Kaunas, Lithuania, Pnina Shinzon Tory with her daughter Shlomit in the ghetto

Avraham Tory nee Golub, 92, Whose Diary Told the World of Nazi Crimes
By KATHLEEN CARROLL
Published: March 18, 2002

Golob, Golub
Avraham Tory ( son of Sara Leah and Zerach Golub) , a Lithuanian Jew whose meticulous diary chronicled three years of murderous Nazi rule and was later included as evidence in war crimes trials, died on Feb. 24 at his home in Tel Aviv. He was 92.
In the Jewish ghetto in Kovno, in central Lithuania, Mr. Tory, a lawyer, served as secretary of the Jewish Council of Elders, an administrative agency formed by the Nazis to carry out their orders. As secretary, he was allowed to leave the ghetto, and had access to a sea of paperwork that documented the horrors he was recording. In almost daily entries in Yiddish from June 1941 to January 1944, Mr. Tory detailed his meetings with Nazi officers and Jewish leaders.
Mr. Tory was helped by Pnina Sheinzon, who took dictation and hid the diary in her home. Few people knew about the diary, and the notebooks were buried underground in large crates as soon as Mr. Tory filled them.
In each, he included a note. ''I am hiding in this crate what I have written, noted and collected,'' he wrote, ''with thrill and anxiety, so that it may serve as material evidence -- 'corpus delicti' -- accusing testimony when the Day of Judgment comes.''
In 1944, he and Miss Sheinzon escaped the ghetto. They soon married, and moved to Israel in 1947.
After the war, Mr. Tory recovered three of the five hidden crates. In the 1980's, he was a witness in the trials of Kovno's former mayor and several Nazi war criminals.
In 1990, an English translation of the diary was published. In 1997, ''Surviving the Holocaust: The Kovno Ghetto Diary'' formed the basis for a two-year exhibit at the United States Holocaust Memorial Museum in Washington. The diary's importance is in its ''relentless details,'' said Sara Bloomfield, director of the museum.
At the exhibit's opening, Mr. Tory said: ''I felt an irresistible compulsion to keep a record of what was happening. Even if some people would survive, nobody would believe what happened to us.''
The diary was also the subject of a documentary film, ''Kovno Ghetto: A Buried History.'' The original documents are housed at Yad Vashem in Jerusalem, a museum dedicated to the Holocaust. A Lithuanian translation was published in 2000.
Avraham Tory was born Avraham Golub in Lazdijai, Lithuania, in 1909. He competed as a gymnast in the first Maccabiah Games in Tel Aviv in 1932, and studied law at the University of Pittsburgh and at the University of Kovno.
In addition to his wife, Mr. Tory is survived by three daughters, also in Israel, Shulamit Karbi, Alina Tory, and Tzila Magdassi, and by 6 grandchildren and 12 great-grandchildren.

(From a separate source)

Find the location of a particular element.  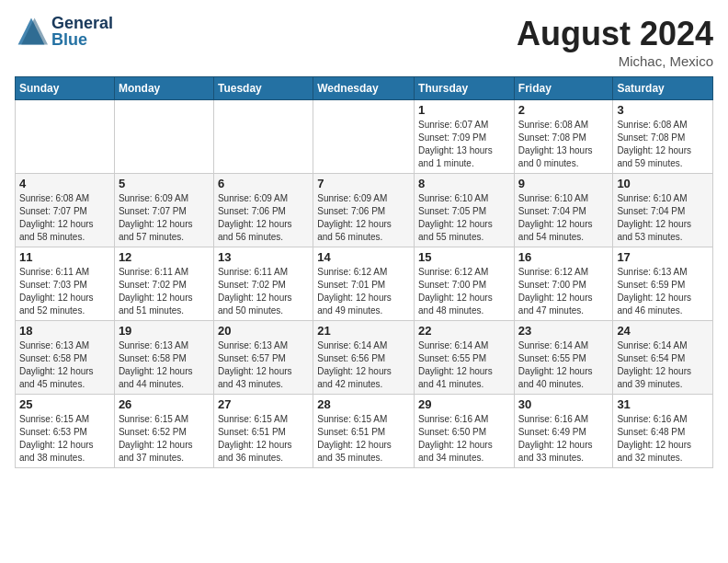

http://collections.ushmm.org/search/catalog/irn504724Oral History
Interview Summary:
Pnina Tory (née Oshpitz), born in 1913 in Lazdijai, Lithuania, describes her family; moving to and living in Kaunas when the war began, at which point her entire family was taken to jail for three days; the death of her first husband, Pinchas Sheinzon, at the Seventh Fort; entering the Kaunas ghetto with her daughter, Shulamit; assisting Avraham Tory, who was keeping a diary of life in the ghetto, by hiding the pages of the diary and taking dictation from him when he was too tired to write; Escaping from the Gehtto in March 1944. marrying Avraham on August 10, 1944 after kaunas was liberated; leaving the Soviet Union with her daughter and husband in March 1945 and settling in Budapest, Hungary; sneaking into Italy, where she stayed for two years, with the help of a Palestinian Jewish Brigade; and immigrating to Palestine with Avraham and Shulamit on October 17, 1947.